ABSTRACT

Mary Ann Ashford was born in London in 1787 to a licensed victualler in the City, and by 1800 she was an orphan. Her relations wished her to take up needlework, but this independent-minded 13-year-old refused, since it was a highly seasonal trade, and she had no one to support her during periods of unemployment. Instead, Ashford opted to become a servant, much to the horror of her upwardly mobile family. Only her Aunt Margaret was willing to give her a place to stay when she was between jobs. Ashford changed employers many times throughout her seventeen years as a servant. She worked her way up to the position of cook and at one point had to fend off an abusive suitor. Ultimately, as the early sections of the excerpt below describe, she took a position with the chaplain’s family at the Royal Military Asylum (the RMA) in Chelsea. As explained earlier in the Education section of this volume, the RMA admitted primarily the children of NCOs and enlisted men in the British army who had died on active service, or soldiers’ children who had lost their mothers. Ashford never names the RMA, referring to it throughout (sardonically) as “Fairy Land”. On 3 November 1817, she married James Dallison, the sergeant-shoemaker at the RMA. Shortly after she gave birth to her sixth child, her husband died, and Ashford subsequently married Edward Green, the sergeant-tailor at the institution. They remained at the RMA until December 1835, by which time Green had become too infirm to continue working. After the publication of her autobiography in 1844, Ashford disappears from history. Sales figures for the book do not seem to be available, nor does it seem to have been reviewed. A number of historians have used Ashford’s book as a rare and valuable window onto servant life, but her struggles with the military bureaucracy are equally illuminating. Although Ashford may have been unusually determined, her dealings with the RMA commissioners clearly indicate that army wives were not necessarily powerless pawns meekly accepting military dictates. The poem with which she ends her book is from Henry Wadsworth Longfellow’s “A Psalm of Life”. The minutes of a number of Royal Military Asylum Commissioners’ meetings, which are appended to the Ashford excerpt, bear out many of the claims she made in her memoir.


> [WHAT YOU ARE ASKED TO DO] Verbatim repeat, images excluded. Give each entry again as written.

> [DATASET ENTRIES]
******************************
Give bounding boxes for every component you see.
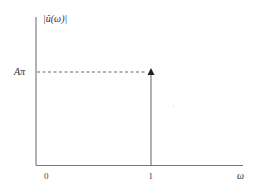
y-tick-label: Aπ bbox=[14, 67, 25, 77]
x-tick-label-1: 1 bbox=[149, 172, 154, 181]
y-axis-label: |û(ω)| bbox=[43, 14, 67, 24]
impulse-arrow-head-icon bbox=[148, 68, 155, 75]
chart-canvas bbox=[0, 0, 256, 185]
x-tick-label-0: 0 bbox=[44, 172, 49, 181]
x-axis-label: ω bbox=[237, 171, 244, 181]
stray-dot bbox=[173, 105, 174, 106]
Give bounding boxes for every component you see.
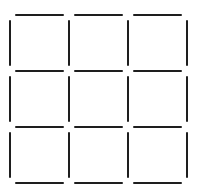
******************************
> [RESULT OF THE TASK]
Give bounding boxes for every component you see.
y-tick-label: Aπ bbox=[14, 67, 25, 77]
x-tick-label-1: 1 bbox=[149, 172, 154, 181]
y-axis-label: |û(ω)| bbox=[43, 14, 67, 24]
impulse-arrow-head-icon bbox=[148, 68, 155, 75]
chart-canvas bbox=[0, 0, 256, 185]
x-tick-label-0: 0 bbox=[44, 172, 49, 181]
x-axis-label: ω bbox=[237, 171, 244, 181]
stray-dot bbox=[173, 105, 174, 106]
Give bounding boxes for every component you see.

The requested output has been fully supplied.